Doreen Price, 65, has dry-cleaned and pressed the suits of Canary Wharf workers for so long that she feels like “part of the furniture.”
“Most of our regular customers have gone,” said Price, who works in Cabot Place, one of Canary Wharf’s four shopping malls. “There are some new faces about, but I would say it’s gone back to how things were about seven years ago.”
Citigroup, which has 1.2 million square feet on 42 floors at 25 Canada Square, is trying to sublet 135,000 square feet of excess space, according to John Westwood, the bank’s head of real estate. It has already leased 162,000 feet since last year, including 116,000 feet to Crossrail, the builder of London’s planned over-ground railway.
Songbird Estates
Barclays Capital has 140,000 square feet at 40 Bank St. that it’s never occupied and law firm Clifford Chance LLP is trying to sublet 100,000 square feet at its Upper Bank Street offices, according to Perkins at King Sturge. None of that is included in official vacancy figures compiled by brokers.

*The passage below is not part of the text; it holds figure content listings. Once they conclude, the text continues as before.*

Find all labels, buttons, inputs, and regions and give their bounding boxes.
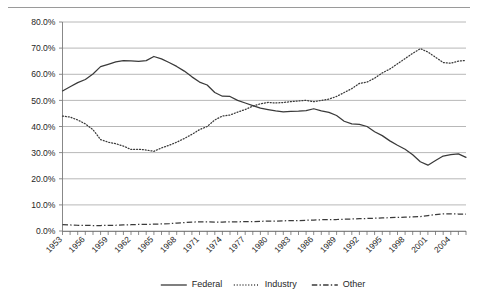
- line-chart: 0.0%10.0%20.0%30.0%40.0%50.0%60.0%70.0%8…: [0, 0, 477, 302]
- y-tick-label: 10.0%: [31, 200, 56, 210]
- x-tick-label: 1995: [363, 234, 383, 254]
- y-axis-tick-labels: 0.0%10.0%20.0%30.0%40.0%50.0%60.0%70.0%8…: [31, 17, 56, 236]
- y-tick-label: 80.0%: [31, 17, 56, 27]
- legend-label-federal: Federal: [192, 279, 223, 289]
- x-tick-label: 1998: [386, 234, 406, 254]
- x-tick-label: 1956: [66, 234, 86, 254]
- series-line-federal: [63, 56, 467, 165]
- x-tick-label: 1968: [158, 234, 178, 254]
- x-tick-label: 1989: [318, 234, 338, 254]
- x-tick-label: 1959: [89, 234, 109, 254]
- x-axis-tick-labels: 1953195619591962196519681971197419771980…: [44, 234, 453, 254]
- x-tick-label: 1986: [295, 234, 315, 254]
- x-tick-label: 1977: [226, 234, 246, 254]
- y-tick-label: 0.0%: [36, 226, 56, 236]
- chart-figure: 0.0%10.0%20.0%30.0%40.0%50.0%60.0%70.0%8…: [0, 0, 477, 302]
- x-tick-label: 1971: [181, 234, 201, 254]
- gridlines: [59, 22, 466, 231]
- legend-label-other: Other: [343, 279, 366, 289]
- x-tick-label: 1974: [204, 234, 224, 254]
- x-tick-label: 1965: [135, 234, 155, 254]
- x-tick-label: 1953: [44, 234, 64, 254]
- y-tick-label: 20.0%: [31, 174, 56, 184]
- y-tick-label: 40.0%: [31, 122, 56, 132]
- chart-legend: FederalIndustryOther: [161, 279, 366, 289]
- x-tick-label: 1983: [272, 234, 292, 254]
- y-tick-label: 70.0%: [31, 43, 56, 53]
- x-tick-label: 1992: [341, 234, 361, 254]
- series-line-industry: [63, 49, 467, 152]
- x-tick-label: 1962: [112, 234, 132, 254]
- x-tick-label: 2004: [432, 234, 452, 254]
- x-tick-label: 2001: [409, 234, 429, 254]
- y-tick-label: 60.0%: [31, 69, 56, 79]
- plot-series: [63, 49, 467, 226]
- legend-label-industry: Industry: [265, 279, 298, 289]
- y-tick-label: 30.0%: [31, 148, 56, 158]
- y-tick-label: 50.0%: [31, 96, 56, 106]
- series-line-other: [63, 214, 467, 226]
- x-tick-label: 1980: [249, 234, 269, 254]
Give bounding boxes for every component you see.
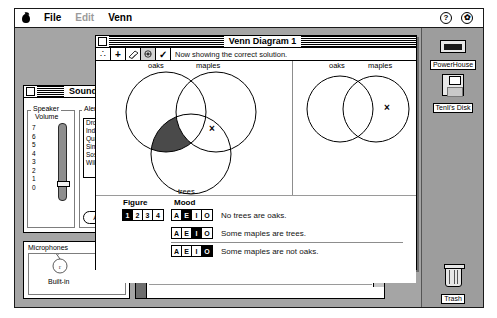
volume-tick: 3 bbox=[32, 158, 36, 167]
desktop: File Edit Venn ? ✿ PowerHouse Tenli's Di… bbox=[14, 8, 484, 308]
mood-label: Mood bbox=[174, 198, 195, 207]
figure-selector[interactable]: 1 2 3 4 bbox=[122, 209, 164, 221]
hard-disk-icon bbox=[440, 40, 466, 53]
desktop-icon-label: PowerHouse bbox=[430, 60, 476, 70]
mood-option-e[interactable]: E bbox=[182, 210, 192, 220]
menu-file[interactable]: File bbox=[44, 13, 61, 23]
mood-option-i[interactable]: I bbox=[192, 228, 202, 238]
close-icon[interactable] bbox=[26, 87, 35, 96]
mood-option-e[interactable]: E bbox=[182, 246, 192, 256]
plus-icon[interactable]: + bbox=[111, 48, 126, 60]
venn-circle-label-trees: trees bbox=[178, 187, 195, 196]
speaker-volume-label-1: Speaker bbox=[31, 105, 61, 112]
menu-bar: File Edit Venn ? ✿ bbox=[15, 9, 483, 28]
mood-option-o[interactable]: O bbox=[202, 210, 212, 220]
venn-circle-label-maples: maples bbox=[368, 61, 392, 70]
application-menu-icon[interactable]: ✿ bbox=[461, 12, 473, 24]
trash-icon bbox=[445, 266, 462, 287]
figure-option-1[interactable]: 1 bbox=[123, 210, 133, 220]
desktop-icon-tenlis-disk[interactable]: Tenli's Disk bbox=[424, 74, 482, 114]
venn-circle-label-oaks: oaks bbox=[148, 61, 164, 70]
screenshot-root: File Edit Venn ? ✿ PowerHouse Tenli's Di… bbox=[0, 0, 497, 318]
mood-selector[interactable]: A E I O bbox=[171, 245, 213, 257]
venn-toolbar: ∴ + bbox=[96, 48, 416, 61]
volume-tick: 2 bbox=[32, 167, 36, 176]
mood-option-o[interactable]: O bbox=[202, 228, 212, 238]
volume-tick: 7 bbox=[32, 124, 36, 133]
premise-text: Some maples are trees. bbox=[221, 229, 306, 238]
built-in-microphone-icon[interactable]: r bbox=[50, 252, 70, 276]
venn-x-mark[interactable]: × bbox=[384, 103, 390, 113]
speaker-volume-slider[interactable] bbox=[58, 123, 67, 201]
mood-option-i[interactable]: I bbox=[192, 210, 202, 220]
mood-row[interactable]: A E I O No trees are oaks. bbox=[171, 209, 286, 221]
titlebar-stripes bbox=[109, 36, 224, 47]
close-icon[interactable] bbox=[98, 37, 107, 46]
desktop-icon-strip: PowerHouse Tenli's Disk Trash bbox=[421, 28, 483, 307]
mood-selector[interactable]: A E I O bbox=[171, 227, 213, 239]
titlebar-stripes bbox=[37, 86, 64, 97]
trash-can[interactable]: Trash bbox=[424, 266, 482, 305]
microphones-label: Microphones bbox=[28, 244, 68, 251]
therefore-icon[interactable]: ∴ bbox=[96, 48, 111, 60]
premise-text: No trees are oaks. bbox=[221, 211, 286, 220]
divider bbox=[149, 284, 372, 285]
venn-diagram-window[interactable]: Venn Diagram 1 ∴ + bbox=[95, 35, 417, 270]
therefore-glyph: ∴ bbox=[100, 49, 106, 59]
venn-titlebar[interactable]: Venn Diagram 1 bbox=[96, 36, 416, 48]
venn-window-title: Venn Diagram 1 bbox=[224, 36, 302, 47]
magnifier-icon[interactable] bbox=[141, 48, 156, 60]
mood-row[interactable]: A E I O Some maples are not oaks. bbox=[171, 245, 318, 257]
trash-label: Trash bbox=[441, 294, 465, 304]
venn-x-mark[interactable]: × bbox=[209, 124, 215, 134]
venn-controls: Figure Mood 1 2 3 4 A E I O bbox=[96, 196, 416, 283]
mood-option-e[interactable]: E bbox=[182, 228, 192, 238]
mood-option-a[interactable]: A bbox=[172, 246, 182, 256]
volume-tick: 6 bbox=[32, 133, 36, 142]
mood-option-i[interactable]: I bbox=[192, 246, 202, 256]
figure-option-3[interactable]: 3 bbox=[143, 210, 153, 220]
desktop-icon-powerhouse[interactable]: PowerHouse bbox=[424, 40, 482, 71]
microphone-device-label: Built-in bbox=[48, 278, 69, 285]
volume-tick: 5 bbox=[32, 141, 36, 150]
menu-edit[interactable]: Edit bbox=[75, 13, 94, 23]
help-icon[interactable]: ? bbox=[440, 12, 452, 24]
eraser-icon[interactable] bbox=[126, 48, 141, 60]
diagram-divider bbox=[292, 61, 293, 195]
desktop-icon-label: Tenli's Disk bbox=[433, 103, 474, 113]
check-icon[interactable]: ✓ bbox=[156, 48, 171, 60]
floppy-disk-icon bbox=[442, 74, 464, 96]
volume-tick: 4 bbox=[32, 150, 36, 159]
apple-menu-icon[interactable] bbox=[21, 12, 32, 24]
figure-option-2[interactable]: 2 bbox=[133, 210, 143, 220]
volume-tick: 0 bbox=[32, 184, 36, 193]
plus-glyph: + bbox=[115, 49, 121, 60]
check-glyph: ✓ bbox=[159, 49, 167, 60]
mood-selector[interactable]: A E I O bbox=[171, 209, 213, 221]
venn-canvas[interactable]: oaks maples trees × oaks maples × bbox=[96, 61, 416, 196]
slider-thumb[interactable] bbox=[57, 181, 70, 187]
conclusion-divider bbox=[171, 242, 403, 243]
volume-scale: 7 6 5 4 3 2 1 0 bbox=[32, 124, 36, 192]
mood-option-a[interactable]: A bbox=[172, 228, 182, 238]
mood-option-o[interactable]: O bbox=[202, 246, 212, 256]
menu-venn[interactable]: Venn bbox=[108, 13, 132, 23]
conclusion-text: Some maples are not oaks. bbox=[221, 247, 318, 256]
trash-ridges bbox=[449, 270, 458, 284]
figure-option-4[interactable]: 4 bbox=[153, 210, 163, 220]
mood-option-a[interactable]: A bbox=[172, 210, 182, 220]
volume-tick: 1 bbox=[32, 175, 36, 184]
speaker-volume-label-2: Volume bbox=[33, 113, 60, 120]
venn-circle-label-maples: maples bbox=[196, 61, 220, 70]
venn-circle-label-oaks: oaks bbox=[329, 61, 345, 70]
venn-status-text: Now showing the correct solution. bbox=[171, 48, 416, 60]
mood-row[interactable]: A E I O Some maples are trees. bbox=[171, 227, 306, 239]
titlebar-stripes bbox=[301, 36, 416, 47]
figure-label: Figure bbox=[123, 198, 147, 207]
menu-bar-right: ? ✿ bbox=[440, 12, 477, 24]
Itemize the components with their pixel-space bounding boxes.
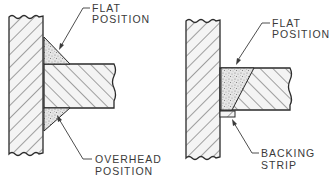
left-top-fillet-weld (44, 37, 70, 64)
left-vertical-plate-hatch (9, 16, 43, 156)
left-horizontal-plate-hatch (44, 64, 116, 108)
backing-strip-leader (234, 123, 259, 153)
backing-strip-label-line2: STRIP (261, 160, 297, 171)
backing-strip-label-line1: BACKING (261, 148, 315, 159)
backing-strip-arrowhead (232, 119, 237, 126)
left-flat-label-line2: POSITION (92, 14, 150, 25)
left-bottom-fillet-weld (44, 108, 70, 131)
left-figure (9, 8, 116, 159)
left-overhead-label-line1: OVERHEAD (95, 154, 162, 165)
right-flat-arrowhead (236, 58, 241, 65)
left-flat-leader (61, 8, 90, 46)
backing-strip-hatch (220, 111, 235, 117)
left-flat-arrowhead (59, 43, 64, 50)
left-overhead-label-line2: POSITION (95, 166, 153, 177)
right-vertical-plate-hatch (186, 20, 220, 160)
left-overhead-leader (59, 119, 92, 159)
right-flat-leader (238, 23, 270, 60)
right-figure (186, 20, 292, 160)
right-flat-label-line2: POSITION (272, 29, 330, 40)
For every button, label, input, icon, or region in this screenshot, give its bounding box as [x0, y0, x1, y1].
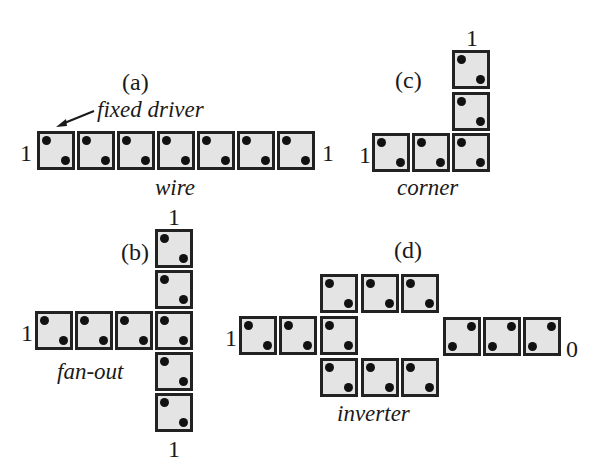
- qca-cell-inverted: [483, 317, 521, 356]
- electron-dot: [325, 363, 334, 372]
- electron-dot: [344, 341, 353, 350]
- qca-cell: [361, 274, 399, 313]
- panel-label-b: (b): [121, 240, 149, 264]
- electron-dot: [179, 336, 188, 345]
- electron-dot: [507, 322, 516, 331]
- electron-dot: [325, 279, 334, 288]
- electron-dot: [282, 136, 291, 145]
- electron-dot: [406, 363, 415, 372]
- electron-dot: [436, 158, 445, 167]
- qca-cell: [117, 131, 155, 170]
- electron-dot: [179, 377, 188, 386]
- electron-dot: [61, 156, 70, 165]
- electron-dot: [40, 316, 49, 325]
- electron-dot: [242, 136, 251, 145]
- wire-output-value: 1: [322, 141, 334, 165]
- electron-dot: [366, 279, 375, 288]
- qca-cell: [401, 358, 439, 397]
- electron-dot: [261, 156, 270, 165]
- electron-dot: [385, 383, 394, 392]
- electron-dot: [467, 322, 476, 331]
- electron-dot: [122, 136, 131, 145]
- electron-dot: [325, 321, 334, 330]
- qca-cell: [452, 92, 490, 131]
- qca-cell: [452, 50, 490, 89]
- electron-dot: [160, 398, 169, 407]
- qca-cell: [75, 311, 113, 350]
- qca-cell-split: [320, 316, 358, 355]
- caption-fan-out: fan-out: [57, 360, 123, 383]
- electron-dot: [221, 156, 230, 165]
- qca-cell: [77, 131, 115, 170]
- electron-dot: [179, 254, 188, 263]
- qca-cell: [35, 311, 73, 350]
- inverter-output-value: 0: [566, 337, 578, 361]
- electron-dot: [377, 138, 386, 147]
- fanout-output-bottom-value: 1: [168, 437, 180, 461]
- electron-dot: [457, 97, 466, 106]
- electron-dot: [528, 342, 537, 351]
- arrow-icon: [0, 0, 604, 472]
- panel-label-c: (c): [395, 68, 422, 92]
- electron-dot: [344, 299, 353, 308]
- qca-cell: [452, 133, 490, 172]
- qca-cell-inverted: [523, 317, 561, 356]
- qca-cell: [155, 352, 193, 391]
- qca-cell: [155, 270, 193, 309]
- qca-cell-driver: [37, 131, 75, 170]
- electron-dot: [160, 234, 169, 243]
- wire-input-value: 1: [20, 141, 32, 165]
- qca-cell: [239, 316, 277, 355]
- panel-label-d: (d): [394, 238, 422, 262]
- electron-dot: [101, 156, 110, 165]
- electron-dot: [263, 341, 272, 350]
- electron-dot: [457, 138, 466, 147]
- electron-dot: [179, 295, 188, 304]
- qca-cell: [157, 131, 195, 170]
- qca-cell: [115, 311, 153, 350]
- qca-cell: [197, 131, 235, 170]
- qca-cell: [320, 358, 358, 397]
- electron-dot: [396, 158, 405, 167]
- electron-dot: [162, 136, 171, 145]
- electron-dot: [202, 136, 211, 145]
- electron-dot: [547, 322, 556, 331]
- electron-dot: [457, 55, 466, 64]
- electron-dot: [244, 321, 253, 330]
- corner-output-value: 1: [466, 26, 478, 50]
- fanout-output-top-value: 1: [168, 205, 180, 229]
- electron-dot: [301, 156, 310, 165]
- inverter-input-value: 1: [225, 326, 237, 350]
- electron-dot: [179, 418, 188, 427]
- electron-dot: [284, 321, 293, 330]
- electron-dot: [141, 156, 150, 165]
- caption-wire: wire: [155, 176, 195, 199]
- electron-dot: [160, 357, 169, 366]
- electron-dot: [160, 316, 169, 325]
- electron-dot: [476, 117, 485, 126]
- qca-cell: [412, 133, 450, 172]
- electron-dot: [385, 299, 394, 308]
- electron-dot: [59, 336, 68, 345]
- qca-cell: [401, 274, 439, 313]
- electron-dot: [99, 336, 108, 345]
- qca-cell: [155, 229, 193, 268]
- electron-dot: [488, 342, 497, 351]
- electron-dot: [448, 342, 457, 351]
- qca-cell: [279, 316, 317, 355]
- electron-dot: [344, 383, 353, 392]
- fanout-input-value: 1: [21, 321, 33, 345]
- electron-dot: [476, 75, 485, 84]
- electron-dot: [425, 383, 434, 392]
- qca-cell: [237, 131, 275, 170]
- electron-dot: [139, 336, 148, 345]
- electron-dot: [160, 275, 169, 284]
- caption-inverter: inverter: [337, 402, 410, 425]
- electron-dot: [120, 316, 129, 325]
- qca-cell: [372, 133, 410, 172]
- qca-cell: [277, 131, 315, 170]
- electron-dot: [42, 136, 51, 145]
- corner-input-value: 1: [359, 143, 371, 167]
- electron-dot: [417, 138, 426, 147]
- qca-cell: [320, 274, 358, 313]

Canary Wharf Group has suffered financial setbacks even with the more stable occupancy levels. Songbird Estates Plc, the company’s biggest investor, said in a March 26 statement it was at risk of breaching terms of an 880 million-pound loan. Canary Wharf Group had to buy back 120 million pounds of bonds in April at an average 70 percent discount to cut its debt costs.
While Morgan Stanley plans to give up 345,000 square feet at Canary Wharf’s 20 Cabot Square next year, or about 25 percent of its space, Moody’s Investors Service, State Street, KPMG International and Fitch Ratings are due to occupy about 1 million square feet by the end of 2010, King Sturge estimates.
The City has no such waiting list.
“The big question is when is the City economy going to emerge from its present travails and again see occupiers taking space,” said Peter Damesick, head of U.K. research at CB Richard Ellis. “I don’t think anybody’s got a definitive answer” to that question, he said.
To contact the reporter on this story: Chris Bourke in London at cbourke4@bloomberg.net.
Last Updated: May 13, 2009 19:01 EDTPowered by ScribeFire.